Symptoms of test anxiety can be emotional, physical and cognitive, and could begin weeks or even months in advance of the test. A study cited by Anxiety.org suggests that test anxiety isn’t limited to the period right before an exam, but, in fact, can begin on the first day of the class.
But, typically, the worst symptoms occur during the exam.
“Your heart beats faster, you feel like it’s hard to get a good breath, your head feels kind of disconnected, it’s hard to think clearly, you might feel hot and sweaty, your hands cold or tingly, you might feel weird or out of it, you might have gastrointestinal distress,” Kissen says. “All sensations similar to having a panic attack.”
“The worst period of test-taking is when you are sitting in the classroom and the teacher is passing out the test,” Driscoll agrees. “You’re thinking, ‘So how am I going to mess this up?'”
And there is likely no relief post-test, as the sufferer begins to dread the next time, worrying about how that one’s going to go or frantically trying to concoct ways to skip it.
“A lot of the behaviors they try to do to manage their test anxiety actually feeds the beast,” Kissen says.

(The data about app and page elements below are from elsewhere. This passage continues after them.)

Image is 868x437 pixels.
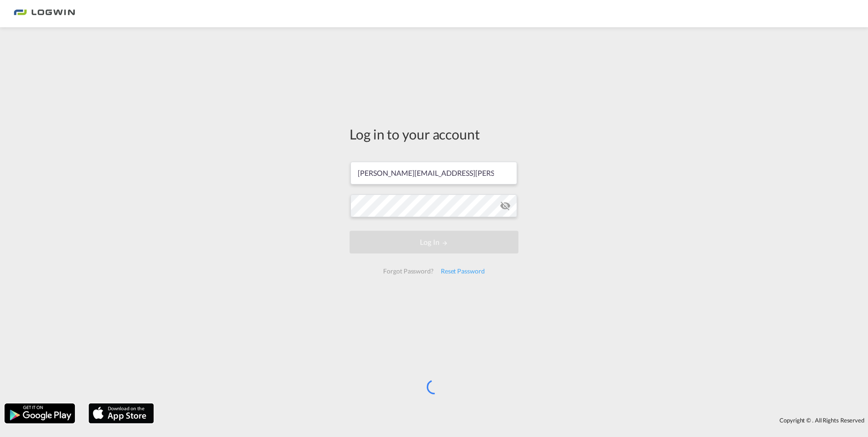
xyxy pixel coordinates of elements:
[351,162,517,184] input: Enter email/phone number
[14,4,75,24] img: 2761ae10d95411efa20a1f5e0282d2d7.png
[350,124,518,143] div: Log in to your account
[380,263,437,279] div: Forgot Password?
[437,263,488,279] div: Reset Password
[499,200,511,211] md-icon: icon-eye-off
[88,402,155,424] img: apple.png
[158,412,868,428] div: Copyright © . All Rights Reserved
[4,402,76,424] img: google.png
[350,231,518,254] button: LOGIN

There are many simple things a student can do to fend off test anxiety. What works for one student might not work for another. Check out the suggestions and strategies below. Some are no-brainers; others might be surprising. They run the gamut from very specific to test anxiety to those aimed at improving general health and well-being. Try one, some or all to find out what works for you. And don’t rule out seeking professional help.